Thursday, June 21, 2012

A man never cries except in confessing his sins

At three o’clock in the morning of the 2nd of October, 1556, a horseman arrived at Villagarcia by road from Valladolid, and knocked furiously on the door of the castle. The night watchman hastened at the noise from the top of the wall, and asked who went there.

“Praised be God,” said the person below.

“And the Virgin, Our Lady,” replied he on the wall.

Cap in hand, the horseman then added pompously, “A letter from Her Highness the very Serene Princess Governess.”

   This naturally made a stir throughout the castle. Luis Quijada himself came out to meet the messenger, half dressed with his spectacles in his hand. He read the Princess’s letter and then handed it to Doña Magdalena gloomily, for he was one of those people who are all self-sacrifice and abnegation in their acts, but grumbling and cross in their words….

Doña Magdalena returned the letter, after reading it, to Quijada, saying sadly that he would be obliged to set out that afternoon or the next day at the latest, to which Quijada answered irritably that he saw no need to wait until the afternoon when on the Emperor’s service, and that he would start at once.

And he gave his order so quickly, and so expeditious was everyone in executing them, that two hours later, at five in the morning, Quijada and his people were all ready to set out.

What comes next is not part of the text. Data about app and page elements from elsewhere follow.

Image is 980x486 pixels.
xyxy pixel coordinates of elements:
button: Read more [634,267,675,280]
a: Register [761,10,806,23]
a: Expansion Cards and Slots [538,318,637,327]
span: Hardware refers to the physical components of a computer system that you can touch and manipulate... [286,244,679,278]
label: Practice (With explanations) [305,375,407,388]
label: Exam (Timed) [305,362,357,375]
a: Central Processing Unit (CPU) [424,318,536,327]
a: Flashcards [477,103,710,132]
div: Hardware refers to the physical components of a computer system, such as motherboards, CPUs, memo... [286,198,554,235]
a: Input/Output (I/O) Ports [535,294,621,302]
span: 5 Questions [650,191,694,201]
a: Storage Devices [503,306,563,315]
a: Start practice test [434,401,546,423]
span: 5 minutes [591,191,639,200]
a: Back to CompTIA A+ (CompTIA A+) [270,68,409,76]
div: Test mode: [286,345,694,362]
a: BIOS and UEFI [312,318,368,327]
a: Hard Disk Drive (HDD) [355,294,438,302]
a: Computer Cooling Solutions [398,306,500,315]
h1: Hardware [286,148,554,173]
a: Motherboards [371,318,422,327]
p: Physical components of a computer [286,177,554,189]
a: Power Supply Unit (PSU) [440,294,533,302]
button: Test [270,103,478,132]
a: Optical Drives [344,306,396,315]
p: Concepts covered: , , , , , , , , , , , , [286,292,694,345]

Jeromín [Don John of Austria] came to kiss his hand with eyes full of tears; but shaking him roughly by the shoulders Quijada told him “to keep those tears for when he confessed his sins, that only at the feet of a confessor it became men to cry.”

Don Juan of Austria Painted by Alonso Sanchez Coello, located at the Art Institute of Chicago

Rev. Fr. Luis Coloma, The Story of Don John of Austria, trans. Lady Moreton, (New York: John Lane Company, 1912), pp. 37-38.

Short Stories on Honor, Chivalry, and the World of Nobility—no. 188

Nobility.org Editorial comment: —

Don Luis Quijada set out at once, for it was the Emperor’s business.
This is a beautiful example he gave D. John of Austria and all of us on how one should be quick to obey the commands of authority. It is representative of the spirit of chivalry. This is how one would imagine St. Michael and the angels of Heaven obeying a divine command, or one from Mary their Queen. Instant and streamlined fulfillment.
This is so contrary to the socialist mindset, where decisions are lazily made, and move even slower through the mountains of redundant bureaucracy until being executed listlessly by unmotivated clock-punchers.